Windows 2008 IPSec tunnel goes down between RODC and DC
We are using Windows 2008 IPsec tunnel between RODC located in DMZ and DC located on corporate network. When the IPsec tunnel goes down no one can be authenticated and we can't get in the RODC anymore because the passwords are not preserved on RODC by our design. That is fine. The question is why the tunnel does down and don't get up again by itself ? To have the tunnel reinitiate again we must access the DC located in the corporate network and then ping the RODC. Doing that extra step we are fine. We schedule a task in scheduler to initiate a ping every 5 minutes. Doing that extra step or using the scheduler is fine but I feel that is not the best way to fix it. The RODC has been deployed following this technet : http://technet.microsoft.com/en-us/library/dd728035(WS.10).aspx The IPsec has been deployed following this technet : http://technet.microsoft.com/en-us/library/bb742429.aspx Stephane
January 13th, 2011 12:05pm

Hi, Thank you for your post here. 1. What is the symptom when the IPsec connection drops?
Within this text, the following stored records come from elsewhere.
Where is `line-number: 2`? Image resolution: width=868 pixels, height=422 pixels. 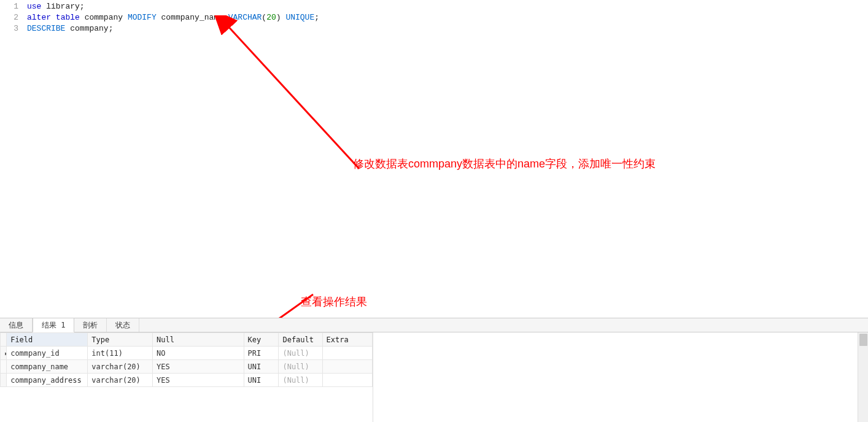 line-number: 2 is located at coordinates (14, 18).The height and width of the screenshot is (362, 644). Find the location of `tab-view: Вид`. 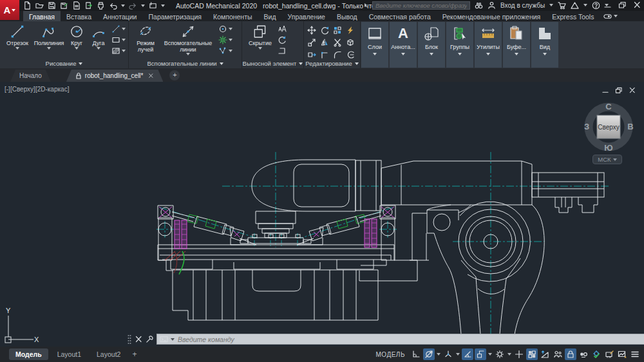

tab-view: Вид is located at coordinates (270, 16).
Does it get dropped after a period of time? 2. Is there any error message which may indicate the reason why it doesn't get reconnected?
Free Windows Admin Tool Kit Click here and download it now
January 14th, 2011 5:09am

Hey Miles, First I don't want focus on the reason of the tunnel drop for now because we can find legit reason by example a windows update happen on the RODC and then the server must reboot. I would like more focus on why the tunnel don’t get up again by itself. I mean from my previous example if the RODC server reboot because of a windows update we can’t be authenticated anymore by this server or we can’t locally log on because the tunnel is down. So we must get in the primary DC and then ping the RODC so this action will force the tunnel to be mounted and authenticated by the RODC Stephane
January 14th, 2011 11:24am

I finally opened a case with Microsoft Support. Here is what they told me. The IPsec client will send the QM deletes only if the oakley shutdown is not due to machine shutdown. It is a by design behavior for shutdown security. Therefore, when the RODC is shutting down, it won’t send QM deletes to the internal DC for the security design. (I guess so we are still protected by IPSEC until the machine is offline) When the RODC comes back up then the other end is still using the same SA and thus we can't reconnect until the SA timeout has passed. This happens because when you restart the RODC, the Quick Mode SA teardown on the internal DC doesn't happen. Therefore, after the RODC has rebooted, it forgets to do the IPSEC Kerberos key exchange what it has done with the internal DC before RODC shutdowns, whereas the DC hasn't and will only accept encrypted traffic from the RODC until the SA Idle Time is hit and then we can re-negotiate the key. It is a by design behavior which is confirmed by our security engineer. It seems a ping from the DC to the RODC could force the IPSEC Kerberos key exchange to be re-negotiated. I have found a similar case we met before. At that case, the workaround is the schedule ping which you have done. And another workaround is to choose pre-shared key or certificate authentication mode. Stephane
Free Windows Admin Tool Kit Click here and download it now
January 25th, 2011 3:18pm

This topic is archived. No further replies will be accepted.